RELATED: Election could impact voting rights in 2016

In Boone, near Appalachian State University, poll monitors reported that some people were yelling at voters that they needed ID to vote. In fact, the state’s voter ID provision doesn't take effect until 2016. And according to local news reports, two precincts in Cumberland County received the wrong thumb drives for the voting machines that were sent.

There was also evidence of the problems caused by a provision of the state's voting law that bans out-of-precinct voting, which used to be allowed in North Carolina. A video posted by the Center for American Progress Action Fund shows black voters expressing confusion after being told they couldn't vote at the site they went to, despite having been able to do so in the past.

“Probably my guess is, eight out of 10 people are at the wrong precinct,” Art Lieberman, a voter protection volunteer stationed at Chavis Community Center, told ThinkProgress

African-American voters are crucial to Democratic chances in close Senate races in Georgia and North Carolina.

Voter ID laws, and not just Texas's, caused problems too. An Alabama county notified a 92-year old woman Monday that her absentee ballot wouldn't count because her public housing ID isn't allowed under the law, according to Deuel Ross, a lawyer with the NAACP Legal Defense and Educational Fund. The woman has been voting at least since the 1960's, her daughter told Ross.

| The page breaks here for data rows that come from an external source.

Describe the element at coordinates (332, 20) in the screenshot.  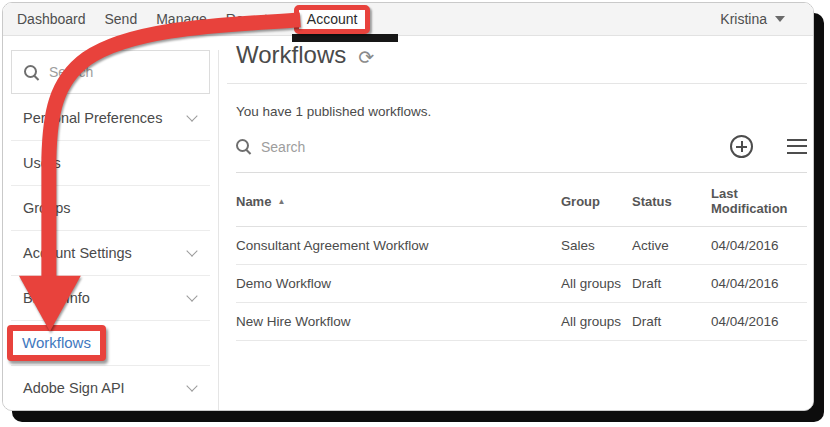
I see `nav-item-account: Account` at that location.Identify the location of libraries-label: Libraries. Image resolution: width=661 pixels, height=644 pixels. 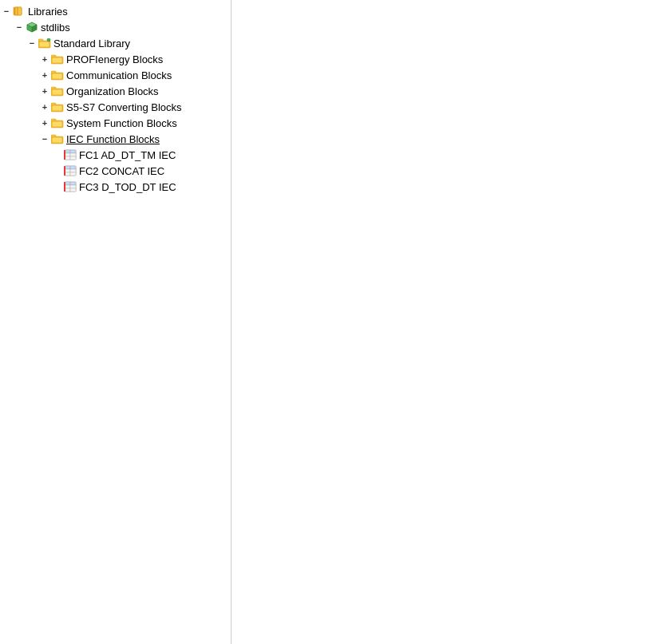
(48, 11).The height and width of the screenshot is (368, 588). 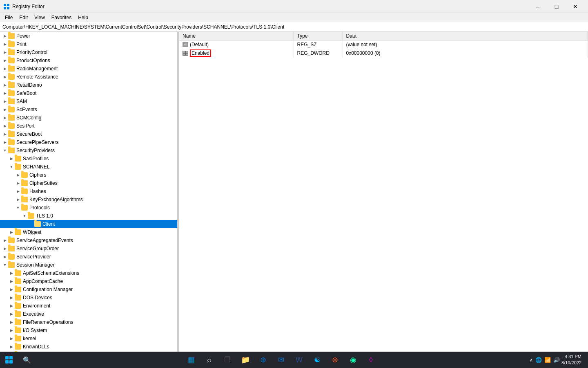 I want to click on tree-item-power: Power, so click(x=89, y=36).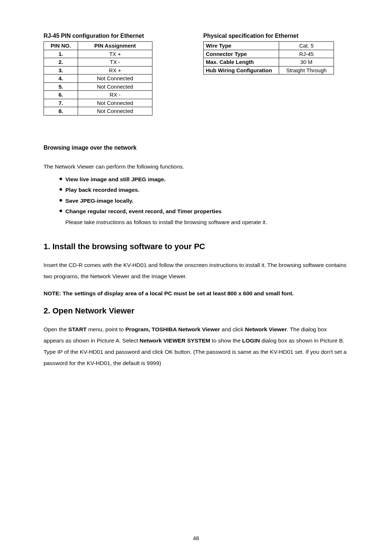  I want to click on sub-instruction-line: Please take instructions as follows to i…, so click(196, 222).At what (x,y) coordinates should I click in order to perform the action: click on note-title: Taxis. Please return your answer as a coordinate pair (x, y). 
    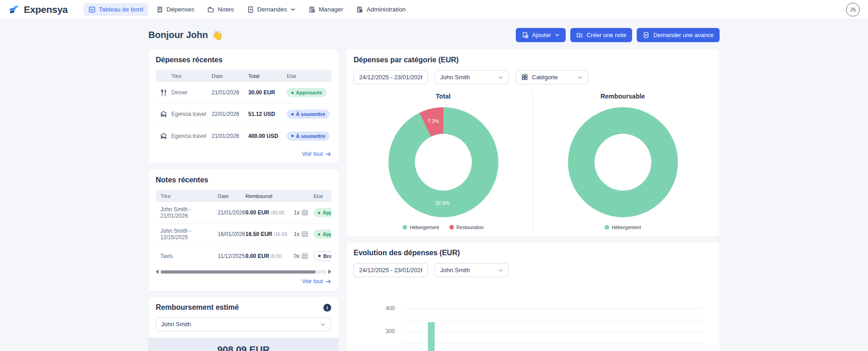
    Looking at the image, I should click on (189, 256).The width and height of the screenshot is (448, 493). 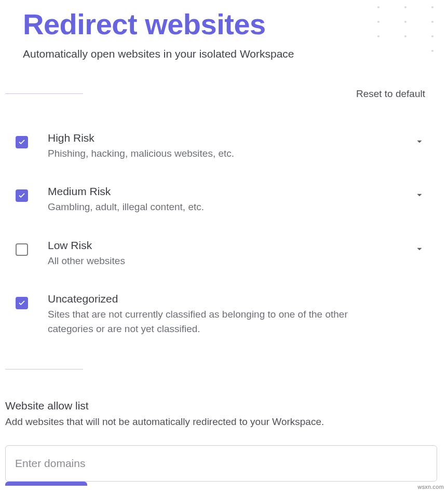 What do you see at coordinates (419, 247) in the screenshot?
I see `expand-low-risk` at bounding box center [419, 247].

The NAACP argues such IDs should be allowed because housing officers are acting as federal agents. The law says any photo ID issued by the state or the U.S. is acceptable. But a lawyer for the Alabama secretary of state's office told Ross in an email Monday that it's the state's policy not to accept public housing IDs.

RELATED: An Election Day tilt toward Republicans

Alabama's ID law has largely escaped national scrutiny, but the state has said somewhere between 10 and 20% of voters don't have the identification needed to vote.

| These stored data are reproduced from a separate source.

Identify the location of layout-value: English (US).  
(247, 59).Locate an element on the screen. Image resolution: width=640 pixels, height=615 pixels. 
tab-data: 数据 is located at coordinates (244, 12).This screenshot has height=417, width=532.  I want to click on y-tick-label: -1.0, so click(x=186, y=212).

"It's really disappointing to be encountering voters who are ready and able to vote. who are being turned away because they lack voter ID, when they've voted in the past with a public housing ID," Ross said.

In response, CAP sent a letter Tuesday to Alabama Secretary of state James R. Bennett urging him to ensure voters have access to the polls.

And a number of election judges -- the partisan officials who oversee voting in Illinois -- received misleading automated calls in the days leading up to the election, the Chicago Sun-Times reported. Some judges said they got calls falsely telling them they needed more training before Election Day. The state is hosting a competitive governor's race.

Jo Thomas, 71, told msnbc that when she went to vote at her polling place in Florissant, Missouri, not far from Ferguson, she was told by a poll worker that she needed to show a photo ID. In fact, Missouri has no photo ID law, despite Republican efforts to pass one there.

Thomas, who is African-American, said after she retrieved her driver's license form her car, she was able to vote without a problem. But she said others might not have been as lucky if the poll worker made the same demand. "If she did it to me, she probably did it so someone else," Thomas said.

The Virginia Republican Party wrote to state election administrators Tuesday saying poll-watchers had flagged malfunctioning voting machines in several precincts. In a video posted online by the Weekly Standard magazine, a machine appeared to turn a vote for Rep. Scott Rigell, a Republican, into a vote for his Democratic challenger.

"These technical difficulties are being addressed by both localities’ teams of voting equipment technicians in conjunction with AccuVote vendors," the Virginia Board of Elections said in a statement. "Localities have indicated that voting machines exhibiting any issues are immediately taken out of service until they can be checked by a technician. Both localities have sufficient voting machines at each precinct for voting to continue without delay."

After some voters waited for as long as 10 hours to cast a ballot in Florida in 2012, President Obama appointed a bipartisan panel of experts to suggest fixes to the voting system. Among their recommendations: online voter registration; expanded early voting; better voting technology; and improving the accuracy of the voting rolls. But a recent report found many states hadn’t acted on those ideas.